Diseases of the joint are a leading cause of disability in the UK. Many joint diseases cannot be cured with existing therapies and there are very few – if any – treatments available to stimulate repair of damaged joint tissues.
The new research led by the Kennedy Institute will characterise all cell types in healthy synovial joints in order to better understand what goes wrong in disease. These studies will extend current knowledge of disease genetics and facilitate the identification of new therapies by generating an understanding of the cellular basis of joint disease.
The funding for the project was secured by Professor Christopher Buckley, Director of Clinical Research at the Kennedy Institute, and is co-led by Dr Stephen Sansom and Professor Mark Coles.
“Establishing the cellular basis for diseases is a major challenge for the 21st century so that pathogenic pathways and processes can be ascribed to the right cell in the right organ at the right time. While current therapeutic strategies target the causative pathway, they are ‘blind’ to the pathogenic cell involved. By combining clinicians, scientists, tissue imaging and machine learning experts in our consortium we hope to solve the cell-number problem i.e. how many individual cell types make up a human joint”, says Chris Buckley.
Stephen, who leads the Computational and Single Cell Genomics Group at the Institute, adds: “by providing an essential reference map of the key components of healthy joints, this work will greatly help to accelerate our ongoing investigations of the cellular causes of arthritis”.
To deliver this ambitious programme of research, Chris, Mark and Steve will lead a multidisciplinary team spanning Oxford, Birmingham and Leeds, bringing together expertise in single cell analysis and imaging, with researchers who are specialists in the cell biology of joint tissues.
The team have developed minimally invasive methods for extracting tissues from human joints, and through application of powerful genomic and imaging approaches, they can define and locate all types of cells present in key anatomical joint structures.
The researchers hope this approach may eventually lead to the identification of new therapeutic targets. Mark explains: “Building a 3D virtual map of cells and gene expression at single cell resolution will provide a technological leap forward and provide the basis to apply computer modelling to therapeutic design and development for joint disease, a major ambition for the Kennedy Institute.”
The award is part of a £6.7M investment from the MRC to support 13 research projects across the UK that contribute to the Human Cell Atlas – a global initiative that aims to define and describe all cell types in the human body.
Data generated through the Human Cell Atlas will be made accessible to researchers across the world through partnership with organisations including the European Bioinformatics Institute (EMBL-EBI).
The Kennedy Institute also contributes to the Human Cell Atlas as part of a Wellcome Trust-funded study to map cellular activity in key tissues during the development of inflammatory disease.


• Work to be completed: Starting with the line that contains "This screenshot has width=866, height=468.", return every line through the end of the listing below exactly as written. Omit the pictures.

◆ ◆ ◆ ◆ ◆ ◆ ◆

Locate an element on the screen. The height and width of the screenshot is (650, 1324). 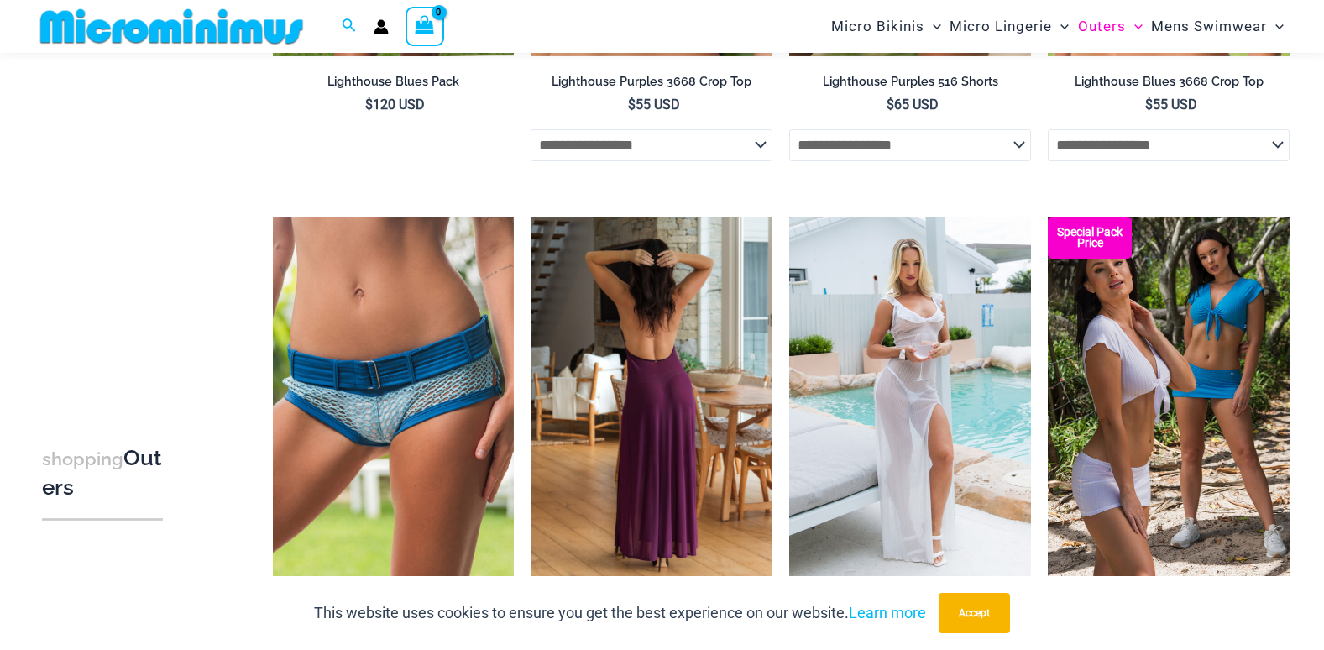
a: Mens SwimwearMenu ToggleMenu Toggle is located at coordinates (1217, 26).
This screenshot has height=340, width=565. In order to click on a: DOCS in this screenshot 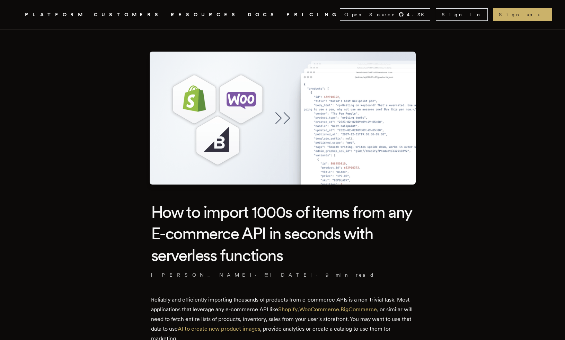, I will do `click(263, 15)`.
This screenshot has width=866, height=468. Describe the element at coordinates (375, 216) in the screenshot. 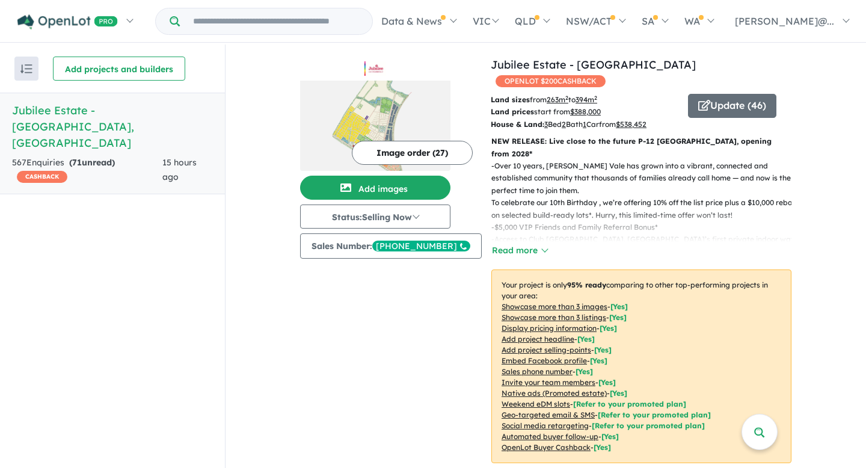

I see `button: Status:Selling Now` at that location.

◆ ◆ ◆ ◆ ◆ ◆ ◆

• Solved exercise:
This screenshot has width=866, height=468. Describe the element at coordinates (375, 216) in the screenshot. 

I see `button: Status:Selling Now` at that location.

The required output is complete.